5 minutes
Linux in the Time of COVID-19
Can’t believe I managed to spend more than a year without updating this blog! In hindsight, perhaps sticking to open-source communication channels should have been in my 2019 resolutions…
I’ve been meaning to write a comprehensive status update, but perhaps starting small and updating more often is the way to go. So here goes…
On WFH and moving
Thanks to the #COVID19 situation, everyone at Facebook has been working from home for a few weeks now. It’s a blessing and a curse – my wife and I were in the process of relocating, so while not having to commute means I have more time to pack, it also means – I was working from a tiny apartment where everything was in the process of being boxed up!
The move itself was, luckily, relatively uneventful. If you don’t count finding out the day before, just as we’re about to check in, that the airline canceled all flights on our departure date, and we had to scramble to rebook and fly out on the same day. On the bright side, the airport was virtually deserted, everyone was doing the physical distancing thing, and our household goods and vehicle were both also delivered early. Even the cable guy showed up early to set up our Internet access!
I still don’t have my home office set up yet - another week for that - but my blood pressure monitor has been much happier with me this week.
On Fedora, CentOS, and that conference talk
My team had a presentation accepted for SCaLE 18x in early March, but unfortunately had to call it off - we were already on site in Pasadena, but between our company’s updated travel guidance, and not wanting to be sick (or worse, infecting others) just before an expensive house move, I figured caution is warranted. The talk was going to be an update on our Flock 2019 talk (video here), so since the material has already been approved for public use, here goes.
The upgrade firehose problem
Note: This is of increasing relevance as everyone is working from home, and problems that can be easily fixed on site – worse come to worst, you can just reimage a machine to a known good state – can leave an employee without access to the tools they need to perform their job.
I’ve quipped at work that “move fast, break things” (which to be fair we abandon as a slogan years ago) should really be “move slow, fix things” - not my phrasing, I’m borrowing it from someone on Mastodon but will need to dig up my old toots to see who I got it from.
Sadly some Linux components are just updated too fast and does not get enough quality assurance. Not throwing anyone under the bus here; as long as hardware manufacturers don’t consider Linux as a primary platform, which is the case on desktops and laptops, there’ll never be enough eyes to catch regressions. But it does seem to get worse recently – in short order we get hit by:
- trackpad issues, affecting some but not all new ThinkPad T490s (because of course within the same SKU you might still get different components)
- Intel video lock-ups in kernel 5.4
- ThinkPads with Nvidia GPUs locking up if you connect an external monitor, again on kernel 5.4
- built-in microphone not recognized if you have an updated ALSA library but the latest stable Pulseaudio
- after a pre-release Pulseaudio got pushed to Fedora, it fixes that issue but breaks Bluetooth audio for those on some hardware
Ideally we either have at least one Fedora tester for each hardware type in our fleet, but that’s not going to be practical in the short term. So what to do instead?
Move slow
Rather than consuming the latest upstream kernel within roughly a month of it coming out (when Fedora releases its build), why not use the CentOS kernel? It’s stable (only critical fixes are backported), and since CentOS 8 is relatively new it happens to be the newest kernel officially supported by Nvidia anyway.
For Chef users, we open sourced cpe_kernel_channel, our cookbook for opting to use the CentOS kernel instead of the regular Fedora kernel.
The next obvious step is to run CentOS itself rather than Fedora. Happily CentOS 8 runs well enough even on most recent ThinkPad laptops (let’s forget about that Yoga with a suspend issue). The one notable exception is Bluetooth audio support - bouncing bluetooth and pulseaudio repeatedly to get A2DP working is nobody’s idea of fun. We might need to ship backported Fedora components to address this (ironic, yes). If you see recent commits to our IT-CPE repo adding CentOS support, that’s why.
Fix things
Apart from moving slower on updates to reduce the chance of regressions being rolled out, the flip side of the coin is to be able to quickly revert from such breakages.
Switching to Btrfs would help here - being able to snapshot before every Chef run, and rolling back in case a bad change is deployed, would be a huge time saver. There’s some work to do in kickstarting a system with both LUKS and Btrfs, but that’s not an intractable problem; more interesting would be getting Btrfs readded to CentOS.
What’s next?
One resolution I failed to keep is to learn a new programming language - being stuck using Python and Ruby at work starts to feel constraining after a while, and somehow Go never really appealed to me personally. Hoping to work on my Rust personal project in the next few weeks!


> [Prompt]
Identify all lines of the data containing the string "удалить" and copy them.

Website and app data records
· · · ·

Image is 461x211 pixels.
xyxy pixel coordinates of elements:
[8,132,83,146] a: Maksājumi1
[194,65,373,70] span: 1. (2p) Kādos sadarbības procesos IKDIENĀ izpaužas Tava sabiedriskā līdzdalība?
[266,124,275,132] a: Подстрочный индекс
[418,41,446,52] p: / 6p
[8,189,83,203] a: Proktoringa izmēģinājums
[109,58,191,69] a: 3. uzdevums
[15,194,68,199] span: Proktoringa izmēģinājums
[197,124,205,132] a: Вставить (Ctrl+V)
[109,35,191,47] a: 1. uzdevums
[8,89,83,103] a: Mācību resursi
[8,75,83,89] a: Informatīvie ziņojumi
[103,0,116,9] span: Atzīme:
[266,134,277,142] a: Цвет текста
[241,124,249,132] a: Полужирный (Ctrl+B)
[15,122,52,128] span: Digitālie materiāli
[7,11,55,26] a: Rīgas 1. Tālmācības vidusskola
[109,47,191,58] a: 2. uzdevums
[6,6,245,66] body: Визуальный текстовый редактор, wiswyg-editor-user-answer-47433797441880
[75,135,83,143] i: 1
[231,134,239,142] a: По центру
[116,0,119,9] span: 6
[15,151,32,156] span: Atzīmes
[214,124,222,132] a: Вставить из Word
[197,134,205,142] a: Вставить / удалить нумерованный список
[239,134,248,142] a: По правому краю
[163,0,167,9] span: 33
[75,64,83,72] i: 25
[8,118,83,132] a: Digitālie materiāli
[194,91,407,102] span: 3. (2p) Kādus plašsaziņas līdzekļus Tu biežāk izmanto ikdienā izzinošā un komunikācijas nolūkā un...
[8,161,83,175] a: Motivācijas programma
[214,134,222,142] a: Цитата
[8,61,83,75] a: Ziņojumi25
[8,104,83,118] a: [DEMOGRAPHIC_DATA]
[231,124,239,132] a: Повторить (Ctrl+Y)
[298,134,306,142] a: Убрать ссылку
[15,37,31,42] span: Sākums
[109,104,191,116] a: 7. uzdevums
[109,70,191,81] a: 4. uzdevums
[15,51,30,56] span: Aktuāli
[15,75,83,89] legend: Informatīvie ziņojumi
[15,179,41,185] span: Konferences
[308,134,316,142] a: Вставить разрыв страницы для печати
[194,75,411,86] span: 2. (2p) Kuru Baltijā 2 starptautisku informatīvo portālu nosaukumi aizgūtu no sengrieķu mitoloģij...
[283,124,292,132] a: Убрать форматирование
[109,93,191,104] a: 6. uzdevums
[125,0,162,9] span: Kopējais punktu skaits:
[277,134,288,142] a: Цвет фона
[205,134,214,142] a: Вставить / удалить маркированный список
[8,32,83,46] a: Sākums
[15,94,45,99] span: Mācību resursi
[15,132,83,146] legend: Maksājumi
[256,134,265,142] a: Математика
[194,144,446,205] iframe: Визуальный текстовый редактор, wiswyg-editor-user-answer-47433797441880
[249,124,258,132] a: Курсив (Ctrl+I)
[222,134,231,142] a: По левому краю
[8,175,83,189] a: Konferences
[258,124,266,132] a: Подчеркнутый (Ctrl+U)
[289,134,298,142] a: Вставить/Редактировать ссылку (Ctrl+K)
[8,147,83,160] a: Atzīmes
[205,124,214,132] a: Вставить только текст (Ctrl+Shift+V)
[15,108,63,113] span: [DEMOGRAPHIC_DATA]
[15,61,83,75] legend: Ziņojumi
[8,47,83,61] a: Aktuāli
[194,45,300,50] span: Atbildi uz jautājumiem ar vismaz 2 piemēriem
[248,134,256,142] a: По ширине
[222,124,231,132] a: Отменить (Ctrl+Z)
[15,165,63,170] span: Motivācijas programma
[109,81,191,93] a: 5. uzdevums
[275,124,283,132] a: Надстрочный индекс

· · · ·

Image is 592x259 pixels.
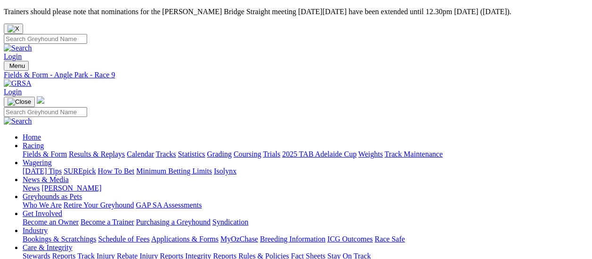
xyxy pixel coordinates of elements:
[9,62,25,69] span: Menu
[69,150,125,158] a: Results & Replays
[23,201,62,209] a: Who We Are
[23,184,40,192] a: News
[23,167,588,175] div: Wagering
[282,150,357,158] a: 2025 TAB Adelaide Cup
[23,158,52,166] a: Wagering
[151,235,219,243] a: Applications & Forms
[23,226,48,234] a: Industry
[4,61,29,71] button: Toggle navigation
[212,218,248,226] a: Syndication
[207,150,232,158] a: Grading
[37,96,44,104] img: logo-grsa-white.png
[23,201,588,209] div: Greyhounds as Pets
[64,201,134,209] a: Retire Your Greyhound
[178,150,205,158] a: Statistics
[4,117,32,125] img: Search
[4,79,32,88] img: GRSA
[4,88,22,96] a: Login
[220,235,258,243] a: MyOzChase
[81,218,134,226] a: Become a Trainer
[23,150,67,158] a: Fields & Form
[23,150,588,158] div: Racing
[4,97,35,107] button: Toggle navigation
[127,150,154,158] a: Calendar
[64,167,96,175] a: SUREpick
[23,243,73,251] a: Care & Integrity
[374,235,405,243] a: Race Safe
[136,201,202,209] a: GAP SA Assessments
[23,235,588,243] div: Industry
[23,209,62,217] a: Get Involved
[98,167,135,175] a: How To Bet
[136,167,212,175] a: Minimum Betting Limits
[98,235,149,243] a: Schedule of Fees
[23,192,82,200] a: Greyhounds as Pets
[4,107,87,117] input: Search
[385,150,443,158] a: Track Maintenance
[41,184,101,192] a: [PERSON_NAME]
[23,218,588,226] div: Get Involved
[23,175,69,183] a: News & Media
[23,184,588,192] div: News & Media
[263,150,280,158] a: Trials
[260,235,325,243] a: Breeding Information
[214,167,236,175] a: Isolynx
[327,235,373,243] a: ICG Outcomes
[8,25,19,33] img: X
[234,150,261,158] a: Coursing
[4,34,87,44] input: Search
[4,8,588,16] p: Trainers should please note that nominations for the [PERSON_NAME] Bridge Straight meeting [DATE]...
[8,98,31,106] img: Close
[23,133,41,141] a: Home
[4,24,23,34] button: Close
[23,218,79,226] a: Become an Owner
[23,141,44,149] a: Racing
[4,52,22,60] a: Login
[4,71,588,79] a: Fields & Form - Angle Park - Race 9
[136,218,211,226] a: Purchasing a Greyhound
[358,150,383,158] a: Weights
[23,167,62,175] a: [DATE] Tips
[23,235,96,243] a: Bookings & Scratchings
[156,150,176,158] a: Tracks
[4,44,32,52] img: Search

· · · ·

> [Result for this task]
[197,134,205,142] a: Вставить / удалить нумерованный список
[205,134,214,142] a: Вставить / удалить маркированный список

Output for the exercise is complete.